Details about Tiger are still emerging, but a majority of the participants in the Macworld Reader Panel like what they’ve seen of the next major update to OS X so far. Three weeks after Apple offered a first look at Tiger during its Worldwide Developers Conference (WWDC), market-research firm Karlin Associates surveyed 3,634 Macworld readers to gauge their reaction to the OS X update. Here’s what they had to say.
The 3,634 members of our reader panel are fairly well informed about Tiger — 80 percent have been exposed to some information about the forthcoming OS X update. Print or online coverage has been the most popular source of information at 63 percent. Another 47 percent visited Apple’s Tiger “sneak preview” Web page. (Respondents were able to select more than one answer.) However, not everyone is showing interest in Tiger at this point. One in five — 20 percent — say they haven’t followed news about the OS X update closely at all.
Steve Jobs must have done a good job outlining Tiger’s new features during his WWDC keynote. With little more than Jobs’ speech to go by, 52 percent of the poll respondents had positive things to say about Tiger, with 31 percent hailing it as a “major leap” for OS X. Only 8 percent expressed a negative reaction. But Apple still has some work to do in educating Mac users about Tiger — 40 percent of the readers surveyed said they didn’t have enough information to form an opinion about the OS update.
Apple touts Spotlight as a revolutionary addition to Tiger, and our survey respondents seem to agree — 24 percent cited the new searching technology as Tiger’s most important new feature in terms of how it would affect them personally. “I think Spotlight alone is worth the upgrade price,” one respondent said. “When Steve Jobs found that small item on the PDF map during his keynote simply by typing a name, it literally blew my mind.” Of course, the people we surveyed saw room for improvement. “My current understanding of Spotlight is that it can only hook into applications that separate out their data on a file-by-file basis,” one respondent said. “This precludes searching of things such as an Entourage e-mail database, which is a real disappointment.”
Tiger’s support for 64-bit memory addressing garnered the next largest response, with 19 percent calling it the most important feature. That was followed by the automation tool Automator (14 percent) — “worth the price all by itself,” one respondent said — the RSS-enabled Safari 2.0 (13 percent), and the widget-controlling Dashboard (12 percent). “I thought it was a great addition,” a respondent told us. “I am really excited for new ways to use the widgets.”
So what’s missing from Tiger? We asked the Macworld Reader Panel an open-ended question about what features are missing from the OS X update, and we got an earful. Most of the suggestions ranged from general calls to improve OS X’s performance from specific requests to update iApps, include games such as Solitaire, and add other features. Here are some of the responses that caught our attention:
Then again, some respondents were more than satisfied with what they’ve heard about Tiger. “There isn’t really anything that I think is missing,” one respondent wrote when asked about missing features. “But then again, I never knew I would miss several things about Panther until I had to switch to a Windows box for a week. Apple stays one step ahead of my needs, for the most part.”
If Tiger were available right now, nearly three-fourths of 3,629 poll respondents answering would buy it. Only 11 percent described themselves as very unlikely to buy Tiger. But with the OS update not slated to ship until sometime during the first six months of 2005, Apple has plenty of time to change their minds.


• **Aim of the task**:
Write down exactly the lines of the listing below, beginning with the one containing "List every element" and closing with the final line.

• **Supplied records**:

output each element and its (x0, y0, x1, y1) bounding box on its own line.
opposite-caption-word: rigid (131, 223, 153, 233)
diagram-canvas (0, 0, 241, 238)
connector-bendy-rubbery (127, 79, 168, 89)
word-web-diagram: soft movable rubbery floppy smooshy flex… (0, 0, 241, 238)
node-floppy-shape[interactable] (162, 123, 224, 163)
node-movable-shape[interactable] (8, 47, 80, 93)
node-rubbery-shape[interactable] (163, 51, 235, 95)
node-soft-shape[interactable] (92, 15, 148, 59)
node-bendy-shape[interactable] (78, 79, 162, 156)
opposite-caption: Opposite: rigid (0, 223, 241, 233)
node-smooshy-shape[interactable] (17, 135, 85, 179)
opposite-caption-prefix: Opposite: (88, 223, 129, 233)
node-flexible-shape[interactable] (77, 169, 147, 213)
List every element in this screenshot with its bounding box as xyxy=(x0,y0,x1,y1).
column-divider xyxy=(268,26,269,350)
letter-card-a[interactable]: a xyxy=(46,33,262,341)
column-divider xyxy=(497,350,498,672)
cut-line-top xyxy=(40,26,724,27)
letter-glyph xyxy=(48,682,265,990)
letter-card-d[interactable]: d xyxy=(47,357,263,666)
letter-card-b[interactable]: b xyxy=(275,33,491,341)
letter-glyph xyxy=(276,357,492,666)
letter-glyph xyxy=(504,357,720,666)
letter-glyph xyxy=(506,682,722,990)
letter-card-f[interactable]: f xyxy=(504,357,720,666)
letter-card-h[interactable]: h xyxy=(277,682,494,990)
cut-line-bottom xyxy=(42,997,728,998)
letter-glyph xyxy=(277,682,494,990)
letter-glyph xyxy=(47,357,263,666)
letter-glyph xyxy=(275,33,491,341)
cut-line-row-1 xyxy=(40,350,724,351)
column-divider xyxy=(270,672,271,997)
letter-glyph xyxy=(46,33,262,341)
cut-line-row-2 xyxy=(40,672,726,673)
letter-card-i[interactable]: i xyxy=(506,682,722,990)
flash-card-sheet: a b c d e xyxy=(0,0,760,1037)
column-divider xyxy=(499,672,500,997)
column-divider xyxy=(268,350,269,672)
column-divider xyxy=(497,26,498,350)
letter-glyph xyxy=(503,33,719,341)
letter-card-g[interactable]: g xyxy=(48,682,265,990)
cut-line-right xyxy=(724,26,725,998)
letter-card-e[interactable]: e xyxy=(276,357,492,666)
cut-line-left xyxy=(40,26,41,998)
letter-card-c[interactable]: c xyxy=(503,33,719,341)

• **Result below**:
List every element in this screenshot with its bounding box as xyxy=(x0,y0,x1,y1).
column-divider xyxy=(268,26,269,350)
letter-card-a[interactable]: a xyxy=(46,33,262,341)
column-divider xyxy=(497,350,498,672)
cut-line-top xyxy=(40,26,724,27)
letter-glyph xyxy=(48,682,265,990)
letter-card-d[interactable]: d xyxy=(47,357,263,666)
letter-card-b[interactable]: b xyxy=(275,33,491,341)
letter-glyph xyxy=(276,357,492,666)
letter-glyph xyxy=(504,357,720,666)
letter-glyph xyxy=(506,682,722,990)
letter-card-f[interactable]: f xyxy=(504,357,720,666)
letter-card-h[interactable]: h xyxy=(277,682,494,990)
cut-line-bottom xyxy=(42,997,728,998)
letter-glyph xyxy=(277,682,494,990)
letter-glyph xyxy=(47,357,263,666)
letter-glyph xyxy=(275,33,491,341)
cut-line-row-1 xyxy=(40,350,724,351)
column-divider xyxy=(270,672,271,997)
letter-glyph xyxy=(46,33,262,341)
cut-line-row-2 xyxy=(40,672,726,673)
letter-card-i[interactable]: i xyxy=(506,682,722,990)
flash-card-sheet: a b c d e xyxy=(0,0,760,1037)
column-divider xyxy=(499,672,500,997)
column-divider xyxy=(268,350,269,672)
column-divider xyxy=(497,26,498,350)
letter-glyph xyxy=(503,33,719,341)
letter-card-g[interactable]: g xyxy=(48,682,265,990)
cut-line-right xyxy=(724,26,725,998)
letter-card-e[interactable]: e xyxy=(276,357,492,666)
cut-line-left xyxy=(40,26,41,998)
letter-card-c[interactable]: c xyxy=(503,33,719,341)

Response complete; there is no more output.